Livio dubbed Szostak "the leader of origin-of-life studies in the universe."

Szostak, however, did not go into detail as to why he thought he was so close to a synthetic cell that self-reproduces and cautioned that, at the moment, there are still lots of gaps in our understanding about a continuous pathway from chemistry to life.

Said Szostak, "For the parts that we do understand, sometimes we can see that there are two or three or four different ways this could have happened, maybe in slightly different environments."

Szostak described early-Earth conditions as still poorly understood:

In particular, we know that biology uses iron-sulfur compounds a lot to catalyze reactions. So why is that? Is it because that's something that was important in the beginning of life, or is it because that's just really good chemistry that life grabbed hold of later on and used for its own advantage?

He raised the question about where the materials that make the building blocks of biology came from:

It probably can't all have come from the same environment. ... It might be that some molecules, like what we make our membranes out of, might have come from deep hydrothermal vents. Other molecules might have come from atmospheric chemistry. Other molecules might have had to come from chemistry catalyzed by mineral particles. ... Those are some of the things we just don't know that need more explanation.

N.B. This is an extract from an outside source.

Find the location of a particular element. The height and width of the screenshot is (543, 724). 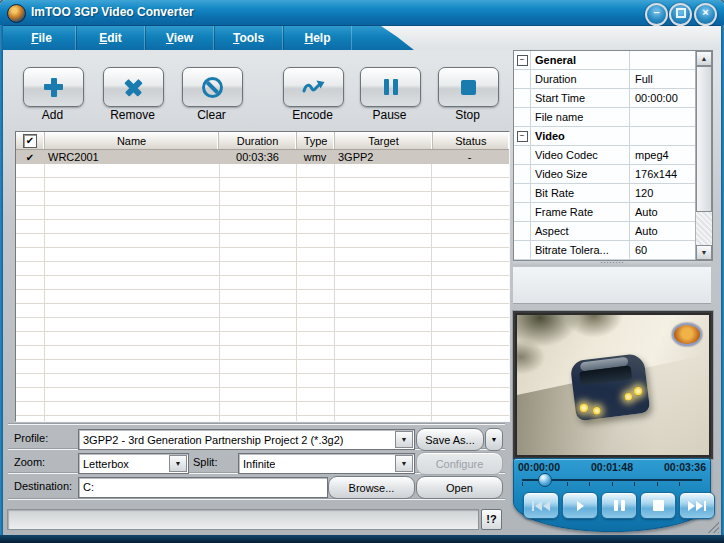

menu-help: Help is located at coordinates (318, 38).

Harvard Origins of Life Initiative director Dimitar Sasselov, also on the panel at the WSF "salon," told the audience that years ago, the origins of life was a neglected question, mostly because people thought it was too hard. But outside the meeting room he confirmed that they are indeed now "very close" to life in the lab. Sasselov thinks it will take five years, not three.

This is fascinating considering that protocell development is roughly only a decade old.

Sasselov and Szostak, aside from their day jobs, are both coordinators of the Simons Foundation Origins of Life collaboration, with Gerald Joyce (Scripps), John Sutherland (Cambridge), Matthew Powner (University College London) and others among the investigators, and with a team of postdoc researchers. Simons Foundation was one of the principal sponsors of this year's WSF.

In one lighthearted panel exchange Mario Livio described Jack Szostak as "a very competent person," adding, "If Jack manages to do life in his lab--"

"Then you know it's really easy," Szostak jested.